Our story
The Refugee Info Bus was founded in March 2016 by a group of friends who had been volunteering in the Calais ‘Jungle’ for several months.
For context, Calais is a port town in Northern France where refugees try to make it to the UK. It is wet and fairly mild in summer but brutally cold and unforgiving in the winter months. De-industrialisation means that the region has had a disproportionately high unemployment rate, which helps fuel anti-immigrant sentiment. Police and CRS violence is rife, and displaced people have tents and belongings confiscated daily.
Within a year, we facilitated over 10,000 Wi-Fi logins and delivered more than 1,000 workshops to 3,000+ individuals on the UK and French asylum systems as well as ‘’know your rights’’ workshops, following and during evictions.

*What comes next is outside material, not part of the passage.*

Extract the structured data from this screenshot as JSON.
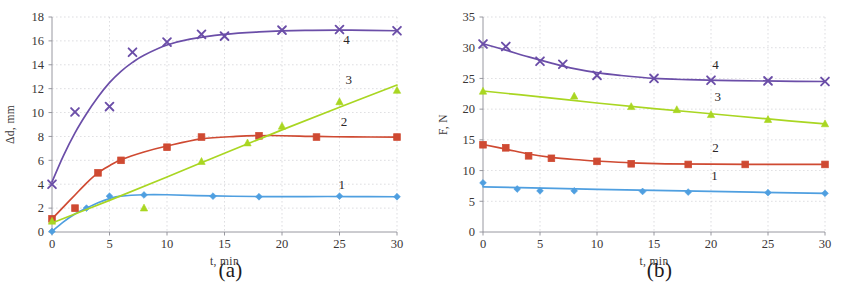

In March 2017, we expanded our operations to Greece. By providing multilingual legal information, we helped refugees navigate the complex and ever changing asylum process at what is one of Europe’s major points of entry. Operating in camps across the mainland and islands, we conducted this work using handouts, and audio and video materials. Our team of legal case-workers were refugees themselves and had personal experience of the asylum process in Greece. In October 2017, in response to the enormity of the situation, we launched our information video series and Facebook messaging service. With the help of Facebook, we are able now to assist considerably more people than just those who we encountered via our mobile van. From 2018-2019,we created 40 videos that have been viewed 750k times in total, each video receives on average around 20 private messages, or requests for further info or assistance.
In April 2017 we returned to Calais. Though the ‘Jungle’ camp was destroyed, refugees continued to arrive in the town. No centralized camp has been established, with roughly five informal living settlements forming around Calais, with one larger informal settlement in Grande-Synthe. These camps were in industrial parks, in forests, under motorway bridges and in disused waste lands. Numbers in the camps tend to fluctuate throughout the year, with approximately 600 displaced people in Calais and 400 in Dunkirk at any given point throughout the year. This includes men, women and children, accompanied and unaccompanied, from Afghanistan, Sudan, Eritrea, Ethiopia and Kurdistan, with smaller numbers from various African, Middle Eastern, Asian and Eastern European countries.
Many refugees meet with our team every week to understand their rights, discuss their plans, call their family and/or access the internet. Living homeless as a refugee is fraught with anxiety, loneliness and danger. Making contact with parents, partners or children that have been left behind at home, or even stranded in transit countries can relieve this tension slightly. Every day, we see the positive effects that our service has on our beneficiaries wellbeing. While many refugees in Europe have a smartphone, funds to buy credit are less common. As a result individuals are unable to access the Internet in order either to communicate with family and friends or to plan their future. The Refugee Info bus has a model to meet this unfulfilled need, which we have piloted and successfully expanded. Whilst many excellent NGOs are providing support to those who have settled in Europe, Refugee Info Bus specialises in supporting those who are on the move, or who live in difficult or transient places.
Most displaced people in Greece are stuck in a state of limbo, trapped in a notoriously slow asylum procedure and legally unable to move off the Greek islands camps. In Greece, Refugee Info Bus was based in Athens and produced multilingual legal information videos which provide clear and accessible explanations of the complex asylum system. We suspended our ground operations in Greece in January 2020.